The Casparian strip is a band-like thickening in the center of the root endodermis (radial and tangential walls of endodermal cells) of vascular plants (Pteridophytes [1] and Spermatophytes). The composition of the region is mainly suberin, lignin and some structural proteins, which are capable of reducing the diffusive apoplastic flow of water and solutes into the stele and its width varies between species.[2][3] The Casparian strip is impervious to water so can control the transportation of water and inorganic salts between the cortex and the vascular bundle, preventing water and inorganic salts from being transported to the stele through the apoplast, so that it must enter the cell membrane and move to the stele through the symplastic pathway, blocking the internal and external objects of the cell.[clarification needed] The function of mass transportation are similar to that of animal tissues.[clarification needed].[4][5] The development of the Casparian strip is regulated by transcription factors such as SHORT-ROOT (SHR), SCARECROW (SCR) and MYB36, as well as polypeptide hormone synthesised by midcolumn cells.[6][7]
The chemistry of the Casparian strip has been described as composed of suberin.
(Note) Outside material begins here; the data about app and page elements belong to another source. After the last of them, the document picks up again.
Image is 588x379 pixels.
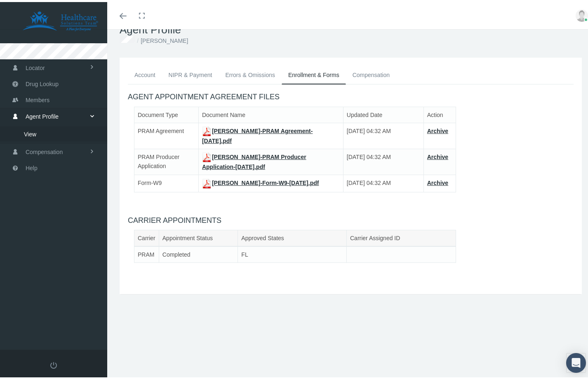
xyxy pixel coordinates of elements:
img: HEALTHCARE SOLUTIONS TEAM, LLC [11,9,110,30]
img: pdf.png [202,177,212,187]
img: pdf.png [202,151,212,160]
td: [DATE] 04:32 AM [343,121,424,147]
td: PRAM [134,244,159,261]
th: Carrier [134,228,159,245]
th: Updated Date [343,105,424,121]
a: [PERSON_NAME]-PRAM Producer Application-[DATE].pdf [202,152,306,168]
td: Form-W9 [134,173,199,190]
div: Open Intercom Messenger [566,351,586,371]
span: Agent Profile [26,107,58,123]
a: Errors & Omissions [219,64,282,82]
span: Members [26,91,50,106]
a: Compensation [346,64,396,82]
th: Carrier Assigned ID [347,228,456,245]
th: Document Type [134,105,199,121]
h4: AGENT APPOINTMENT AGREEMENT FILES [128,91,573,100]
a: Account [128,64,162,82]
span: Locator [26,58,45,74]
td: Completed [159,244,238,261]
td: PRAM Producer Application [134,147,199,173]
span: View [24,125,36,139]
td: [DATE] 04:32 AM [343,173,424,190]
a: Archive [427,178,448,184]
li: [PERSON_NAME] [135,34,188,43]
img: pdf.png [202,124,212,134]
h4: CARRIER APPOINTMENTS [128,214,573,223]
img: user-placeholder.jpg [576,8,588,20]
th: Approved States [238,228,347,245]
th: Action [424,105,456,121]
th: Appointment Status [159,228,238,245]
a: Enrollment & Forms [282,64,346,82]
h1: Agent Profile [120,22,582,34]
span: Drug Lookup [26,74,58,90]
th: Document Name [198,105,343,121]
a: [PERSON_NAME]-PRAM Agreement-[DATE].pdf [202,126,313,142]
td: [DATE] 04:32 AM [343,147,424,173]
a: NIPR & Payment [162,64,219,82]
td: PRAM Agreement [134,121,199,147]
a: Archive [427,126,448,132]
a: [PERSON_NAME]-Form-W9-[DATE].pdf [202,178,319,184]
span: Help [26,158,37,174]
td: FL [238,244,347,261]
span: Compensation [26,142,63,158]
a: Archive [427,152,448,158]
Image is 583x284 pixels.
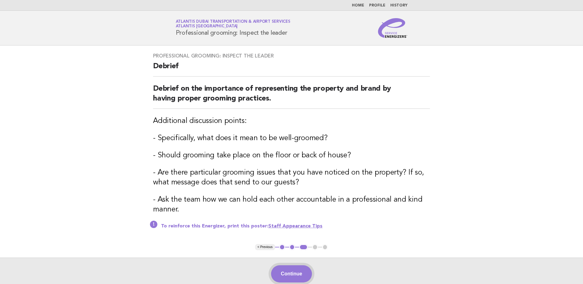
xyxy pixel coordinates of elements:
img: Service Energizers [378,18,407,38]
h2: Debrief on the importance of representing the property and brand by having proper grooming practi... [153,84,430,109]
button: 2 [289,244,295,250]
h3: - Are there particular grooming issues that you have noticed on the property? If so, what message... [153,168,430,187]
button: < Previous [255,244,275,250]
h3: Professional grooming: Inspect the leader [153,53,430,59]
h3: - Ask the team how we can hold each other accountable in a professional and kind manner. [153,195,430,214]
h3: Additional discussion points: [153,116,430,126]
h1: Professional grooming: Inspect the leader [176,20,290,36]
a: History [390,4,407,7]
a: Home [352,4,364,7]
h3: - Should grooming take place on the floor or back of house? [153,150,430,160]
button: 3 [299,244,308,250]
button: 1 [279,244,285,250]
p: To reinforce this Energizer, print this poster: [161,223,430,229]
a: Staff Appearance Tips [268,224,322,228]
a: Atlantis Dubai Transportation & Airport ServicesAtlantis [GEOGRAPHIC_DATA] [176,20,290,28]
a: Profile [369,4,385,7]
span: Atlantis [GEOGRAPHIC_DATA] [176,25,238,29]
h2: Debrief [153,61,430,76]
h3: - Specifically, what does it mean to be well-groomed? [153,133,430,143]
button: Continue [271,265,312,282]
According to some studies,[8] the Casparian strip begins as a localized deposition of phenolic and unsaturated fatty substances in the middle lamella between the radial walls, as partly oxidized films. The primary wall becomes encrusted with and later thickened by deposits of similar substances on the inside of that wall. The encrustation of the cell wall by the material constituting the Casparian strip presumably plugs the pores that would have otherwise allowed the movement of water and nutrients via capillary action along that path.[9] The cytoplasm of the endodermal cell is firmly attached to the Casparian strip so that it does not readily separate from the strip when the cells are subjected to contraction of the protoplasts. At the root, the Casparian strip is embedded within the cell wall of endodermal cells in the non-growing region of the root behind the root tip.[10] Here, the Casparian strip serves as a boundary layer separating the apoplast of the cortex from the apoplast of the vascular tissue thereby blocking diffusion of material between the two.[11] This separation forces water and solutes to pass through the plasma membrane via a symplastic route in order to cross the endodermis layer.[10]
Casparian strips differentiate after an outward growth of the cortex is completed. At this level of the root development, the primary xylem of its vascular cylinder is only partly advanced. In gymnosperms and angiosperms displaying secondary growth, the roots commonly develop only endodermis with Casparian strips. In many of those, the endodermis is later discarded, together with the cortex, when the periderm develops from the pericycle. If the pericycle is superficial and the cortex is retained, either the endodermis is stretched or crushed or it keeps pace with the expansion of the vascular cylinder by radial anticlinal divisions, and the new walls develop Casparian strips in continuity with the old ones.[12]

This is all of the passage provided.